Tristan Miranda spent the waning days of summer last year on a California beach doing hip pivots on a surfboard — an extraordinary feat for someone who underwent hip surgery just three months earlier.
He had limped into the Hip Preservation Clinic at Vanderbilt Bone & Joint at age 18, then had surgery at the end of his freshman year to correct a hip impingement.
“The surgery really changed my life direction,” said Miranda, now a sophomore at Vanderbilt University. “I was really having trouble walking, trouble with stairs — just doing things that normal kids have no problem doing. So going from that to full mobility and being fully cleared was just amazing.”
The hip impingement was a residual complication from Legg-Calve-Perthes disease, which Miranda had been diagnosed with as a child. But hip impingements — along with hip dysplasia and tears of the labrum — are conditions that often go undiagnosed, setting the stage for debilitating arthritis and hip replacements for people in their 30s and 40s.
The Hip Preservation Clinic offers patients a unique care model so they can avoid or delay a total hip replacement. The clinic partners pediatric and adult reconstructive surgeons in real-time collaborations.
Jonathan Schoenecker, MD, PhD, Gregory Polkowski, MD, and Stephen Engstrom, MD, evaluate complex-hip pathologies at the clinic. Partnering pediatric (Schoenecker) and adult (Polkowski, Engstrom) hip surgeons in a clinic focused on preservation procedures is a new paradigm in orthopaedics.
With two providers evaluating a patient in one visit, the surgeons can obtain a more complete history, perform a comprehensive physical exam and jointly review all imaging in order to provide a cohesive explanation of the patient’s diagnosis, as well as offer a unified plan of care.
“Most hip preservationists are focused on performing a specific subset of surgeries. We have taken the concept of a comprehensive clinic, in that we have regular sessions together, where we see complex patients and look at them from similar, but unique perspectives, and then come up with a plan as opposed to having a patient bounce back and forth from doctor to doctor,” said Polkowski, assistant professor of Orthopaedic Surgery and Rehabilitation.
Many patients who come to the clinic have already been evaluated by a myriad of specialists and have often received conflicting diagnoses, opinions and care plans.
“Our main objective is to offer patients an option to save their native hip joint if at all possible,” said Schoenecker, associate professor of Orthopaedic Surgery and Rehabilitation and Jeffrey W. Mast Professor of Orthopaedic Trauma and Hip Surgery.
There are a number of reasons to first consider hip preservation surgery.
“A hip replacement is an excellent option in some patients, but is biomechanically different than the native hip, and in many cases cannot tolerate the same level of strenuous activity as a normal hip,” said Engstrom, who recently joined the Hip Preservation Clinic. “When you’re talking about a young patient receiving a hip replacement, you have to consider the fact that that patient is going to need a revision surgery at some point in their life, which is obviously something we’d like to avoid.”
The clinic specializes in state-of-the-art surgical procedures such as hip arthroscopy, surgical dislocation of the hip, rotational osteotomies and the Bernese Periacetabular Osteotomy (PAO) to repair damaged joints and reconstruct congenital deformities in order to preserve the hip.
A primary mission of the clinic is patient and family education.
“Patients often come to the clinic having seen multiple providers, which can be very confusing. More than anything else, we want everyone to leave our clinic with a complete understanding of their condition and what we can do to help them, even if that means they aren’t a candidate for preservation,” Engstrom said. “Sometimes the cartilage is too damaged, and a joint replacement is a better option.”
The surgeons also use a timeline for making recommendations.
“We prefer not to put you through two surgeries over 10 years,” Schoenecker said. “If we think your hip is not going to make it in the long term, we are not going to do a preservation surgery just to push a total hip replacement back two or three years. The goal is to give a patient an extra 10 to 20 years with their own hip.”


Look through the records below and copy each line that includes the word "Returning".
[Opening DATA RECORDS section]
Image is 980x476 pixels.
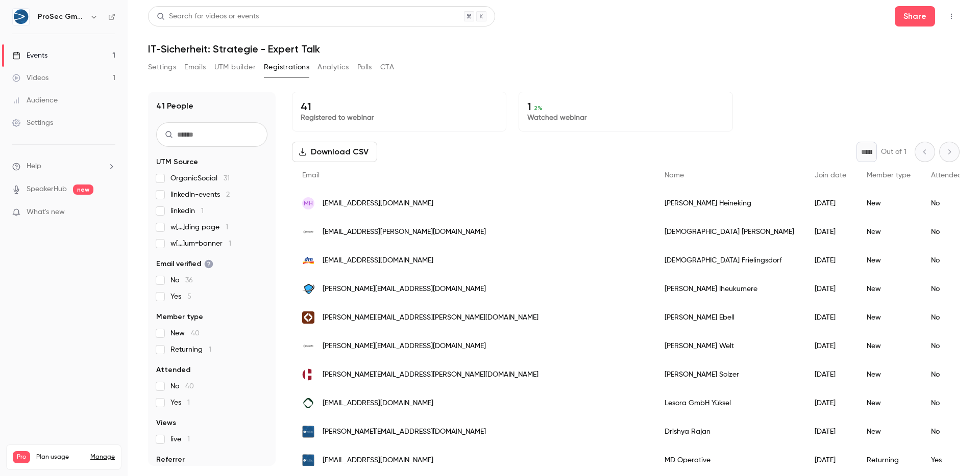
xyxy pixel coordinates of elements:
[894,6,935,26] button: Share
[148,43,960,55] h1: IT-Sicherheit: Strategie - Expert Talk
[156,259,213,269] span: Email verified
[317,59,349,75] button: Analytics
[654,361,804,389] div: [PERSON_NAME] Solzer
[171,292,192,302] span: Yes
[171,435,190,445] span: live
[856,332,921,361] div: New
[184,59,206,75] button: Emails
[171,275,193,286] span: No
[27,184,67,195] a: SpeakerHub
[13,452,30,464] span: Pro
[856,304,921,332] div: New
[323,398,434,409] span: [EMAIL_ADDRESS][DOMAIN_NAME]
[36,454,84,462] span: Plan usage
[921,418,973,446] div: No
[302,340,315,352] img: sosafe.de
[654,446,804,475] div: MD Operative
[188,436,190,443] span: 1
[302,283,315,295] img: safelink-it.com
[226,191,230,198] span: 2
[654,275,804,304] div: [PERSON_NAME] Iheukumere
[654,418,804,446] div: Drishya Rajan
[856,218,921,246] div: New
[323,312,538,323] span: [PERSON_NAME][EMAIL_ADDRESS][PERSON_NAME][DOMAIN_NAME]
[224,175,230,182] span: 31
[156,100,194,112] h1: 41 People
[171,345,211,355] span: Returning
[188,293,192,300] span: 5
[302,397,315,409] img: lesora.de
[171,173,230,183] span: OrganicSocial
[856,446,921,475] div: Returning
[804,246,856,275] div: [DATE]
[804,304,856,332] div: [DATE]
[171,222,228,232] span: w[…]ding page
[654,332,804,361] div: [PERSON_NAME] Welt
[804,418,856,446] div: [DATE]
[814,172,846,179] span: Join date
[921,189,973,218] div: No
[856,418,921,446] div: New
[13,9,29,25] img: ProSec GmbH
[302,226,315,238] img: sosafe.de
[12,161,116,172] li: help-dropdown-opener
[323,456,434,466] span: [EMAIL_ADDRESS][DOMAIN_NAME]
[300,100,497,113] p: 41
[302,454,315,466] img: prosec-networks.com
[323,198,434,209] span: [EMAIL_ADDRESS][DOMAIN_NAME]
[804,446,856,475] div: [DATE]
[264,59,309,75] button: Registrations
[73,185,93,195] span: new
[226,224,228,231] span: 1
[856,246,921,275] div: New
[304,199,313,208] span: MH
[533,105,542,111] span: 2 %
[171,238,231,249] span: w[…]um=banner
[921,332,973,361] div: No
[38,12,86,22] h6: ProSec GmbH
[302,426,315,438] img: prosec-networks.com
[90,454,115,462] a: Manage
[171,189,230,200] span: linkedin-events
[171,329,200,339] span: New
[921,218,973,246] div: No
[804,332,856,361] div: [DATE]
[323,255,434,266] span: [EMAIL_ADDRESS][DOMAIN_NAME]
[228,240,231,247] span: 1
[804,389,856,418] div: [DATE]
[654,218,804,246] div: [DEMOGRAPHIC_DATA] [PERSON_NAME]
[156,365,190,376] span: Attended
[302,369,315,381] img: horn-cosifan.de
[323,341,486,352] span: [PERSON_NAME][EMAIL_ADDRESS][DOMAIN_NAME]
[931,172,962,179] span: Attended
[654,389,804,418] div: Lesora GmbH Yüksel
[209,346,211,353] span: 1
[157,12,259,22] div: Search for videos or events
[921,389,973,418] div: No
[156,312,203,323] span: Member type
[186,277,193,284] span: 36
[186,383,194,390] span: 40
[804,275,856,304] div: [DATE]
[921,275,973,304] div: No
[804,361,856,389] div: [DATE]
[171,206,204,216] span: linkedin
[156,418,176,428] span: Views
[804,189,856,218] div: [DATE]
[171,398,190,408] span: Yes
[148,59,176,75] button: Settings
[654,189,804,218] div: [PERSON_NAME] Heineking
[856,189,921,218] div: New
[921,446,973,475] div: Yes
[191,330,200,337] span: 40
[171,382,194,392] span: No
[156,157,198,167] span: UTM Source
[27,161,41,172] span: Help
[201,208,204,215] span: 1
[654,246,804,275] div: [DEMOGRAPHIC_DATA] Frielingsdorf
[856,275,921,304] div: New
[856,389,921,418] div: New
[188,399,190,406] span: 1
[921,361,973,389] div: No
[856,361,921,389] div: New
[Closing DATA RECORDS section]
### SOLUTION TO THE PROBLEM:
[171,345,211,355] span: Returning
[856,446,921,475] div: Returning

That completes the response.